Photo Stream shutdown
If Photo Stream is disappearing doe this mean you can no longer save your photos to your phone/iPad? Is the alternative to using iCloud downloading an app to store your photos?
iPhone 12 Pro Max, iOS 16
If Photo Stream is disappearing doe this mean you can no longer save your photos to your phone/iPad? Is the alternative to using iCloud downloading an app to store your photos?
iPhone 12 Pro Max, iOS 16
Hi Rubie-Roos-Ma,
Thank you for using the Apple Support Communities! That's a great question. The following resource has more details about the transition that can help:
Information about the My Photo Stream shutdown
As part of this transition, new photo uploads to My Photo Stream from your devices will stop one month before, on June 26, 2023. Any photos uploaded to the service before that date will remain in iCloud for 30 days from the date of upload and will be available to any of your devices where My Photo Stream is currently enabled. By July 26, 2023, there will be no photos remaining in My Photo Stream, and the service will be shut down.
The photos in My Photo Stream are already stored on at least one of your devices, so as long as you have the device with your originals, you won’t lose any photos as part of this process. If a photo you want isn't already in your library on a particular iPhone, iPad, or Mac, make sure that you save it to your library on that device.
Moving forward, iCloud Photos is the best way to keep the photos and videos you take up to date across all your devices and safely stored in iCloud. If you already have iCloud Photos enabled on all of your devices, you don't need to do anything else — your photos already sync to iCloud. To check, on your iPhone or iPad, go to Settings > your name > iCloud. On your Mac, choose Apple menu > System Settings, click your name, then click iCloud. Make sure that it says "On" next to Photos on each of your devices.

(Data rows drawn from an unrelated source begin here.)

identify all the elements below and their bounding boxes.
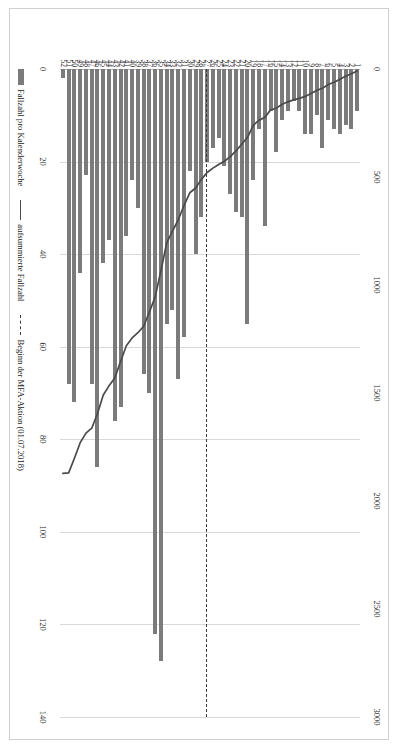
bar [171,69,175,310]
bar [72,69,76,402]
bar [240,69,244,217]
bar [228,69,232,194]
intervention-marker-line [206,69,207,717]
bar [107,69,111,240]
bar [217,69,221,138]
bar [119,69,123,407]
bar [199,69,203,217]
primary-tick-label: 0 [38,67,48,71]
bar [222,69,226,166]
bar [257,69,261,129]
chart-stage: 050010001500200025003000 020406080100120… [0,0,399,748]
primary-tick-label: 40 [38,250,48,259]
category-axis-labels: 1234567891011121314151617181920212223242… [60,55,360,69]
bar [303,69,307,134]
bar [349,69,353,129]
bar [84,69,88,175]
secondary-tick-label: 2000 [372,493,382,510]
bar [165,69,169,324]
bar [182,69,186,337]
bar [61,69,65,78]
bar [159,69,163,661]
primary-tick-label: 20 [38,157,48,166]
bar [96,69,100,467]
bar [194,69,198,254]
bar [90,69,94,384]
gridline [60,717,360,718]
bar [280,69,284,120]
bar [101,69,105,263]
primary-tick-label: 140 [38,711,48,724]
bar [263,69,267,226]
secondary-tick-label: 2500 [372,601,382,618]
dashed-swatch-icon [21,315,22,335]
bar [142,69,146,374]
bar [286,69,290,111]
category-label: 52 [59,55,68,67]
bar [321,69,325,148]
primary-tick-label: 80 [38,435,48,444]
bar-series [60,69,360,717]
line-swatch-icon [21,200,22,220]
bar [344,69,348,125]
secondary-tick-label: 3000 [372,709,382,726]
bar [211,69,215,148]
legend-label-bar: Fallzahl pro Kalenderwoche [16,89,26,186]
legend-label-annotation: Beginn der MFA-Aktion (01.07.2018) [16,339,26,470]
bar [234,69,238,212]
primary-tick-label: 120 [38,618,48,631]
bar [188,69,192,171]
bar [338,69,342,134]
bar [297,69,301,111]
primary-tick-label: 60 [38,342,48,351]
bar [113,69,117,421]
legend-item-line: aufsummierte Fallzahl [16,200,26,301]
bar [78,69,82,273]
bar [269,69,273,111]
primary-tick-label: 100 [38,525,48,538]
bar [147,69,151,393]
bar [153,69,157,634]
bar [251,69,255,180]
bar [130,69,134,180]
bar [315,69,319,115]
bar [326,69,330,120]
bar [136,69,140,208]
chart-legend: Fallzahl pro Kalenderwoche aufsummierte … [16,69,26,471]
bar [332,69,336,129]
bar [176,69,180,379]
bar [355,69,359,111]
legend-item-annotation: Beginn der MFA-Aktion (01.07.2018) [16,315,26,470]
secondary-tick-label: 1000 [372,277,382,294]
bar [309,69,313,134]
bar [246,69,250,324]
secondary-tick-label: 1500 [372,385,382,402]
bar-swatch-icon [18,69,24,85]
bar [67,69,71,384]
legend-item-bar: Fallzahl pro Kalenderwoche [16,69,26,186]
secondary-tick-label: 500 [372,171,382,184]
bar [124,69,128,236]
plot-area: 050010001500200025003000 020406080100120… [60,69,360,717]
bar [292,69,296,101]
chart-frame: 050010001500200025003000 020406080100120… [9,8,389,740]
secondary-tick-label: 0 [372,67,382,71]
bar [274,69,278,152]
legend-label-line: aufsummierte Fallzahl [16,224,26,301]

Save photos currently in My Photo Stream
If your photos currently in My Photo Stream aren’t already in your library, you can save them to your device.
On your iPhone, iPad, or iPod touch
1. Open Photos and tap Albums.
2. Tap My Photo Stream > Select.
3. Tap the photos that you want to save, then tap the Share button> Save Image.
On your Mac
1. Open the Photos app, then open the My Photo Stream album.
2. Select any photos you want to save that aren't currently in your photo library.
3. Drag them from the My Photo Stream album to your Library.
Hope this helps!
Have a great day.
Apple is NOT canceling photo sharing or changing iCloud Photos.
The capabilities described in the two articles immediately below will continue operating:
Set up and use iCloud Photos - Apple Support
Share photos and videos on iPhone – Apple Support (AU)
What they ARE DOING is ending support of a “old” fairly klunky (by modern standards) 1st generation photo sync’ing feature - My Photo Stream - something to which many (if not most) users don’t even have access.
See more info about what My Photo Stream was here:
My Photo Stream - Apple Support
Rubie-Roos-Ma wrote:
If Photo Stream is disappearing doe this mean you can no longer save your photos to your phone/iPad? Is the alternative to using iCloud downloading an app to store your photos?
iCloud Photos has been the successor to My Photo Stream, since 2015.
It is not a free service, but if you set it up cleverly, the free 5G iCloud storage should suffice,
see: Here's how we can replace My Photo Stream with iCloud Photos… - Apple Community
Rubie-Roos-Ma wrote:
If Photo Stream is disappearing doe this mean you can no longer save your photos to your phone/iPad? Is the alternative to using iCloud downloading an app to store your photos?
No. There will be three alternative ways to sync your photos from your iPhone to your Mac:
1 - enable iCloud Library. That will automatically sync your Mac's library with your iPhone's library. You may have to purchase additional iCloud Drive space to accommodate the size of the resulting library
2 - connect your iPhone to your Mac with its USB charging cable and open the phone. Next open Photos and import the Photos from the iPhone to the Mac's library. Or you can use the app Image Capture to download all or selected photos to the library or a folder on the Desktop.
3 - use AirDrop. A good way if only a few photos to download each time.
Personally, I've already disabled My Photo Stream and am using AriDrop and the USB cable methods to download photos to my iMac.
Congratulations!
If Apple has a fault, one of them must be the maddening similarity of product/feature naming over the decades …
… which sometimes only slightly “morphs” …
… while the capabilities they describe often undergo radical changes.
See this user tip regarding the demise of My Photo Stream: An Obituary of My Photo Stream - Apple Community
Thank you all and I also learned the difference, finally, between Photo Stream, iCloud and my Camera Roll. LOL!
That’s a GREAT user tip on this subject ! 👍
Thanks for finding / translating / editing and posting.
Thanks too for Old Toad for posting in this thread.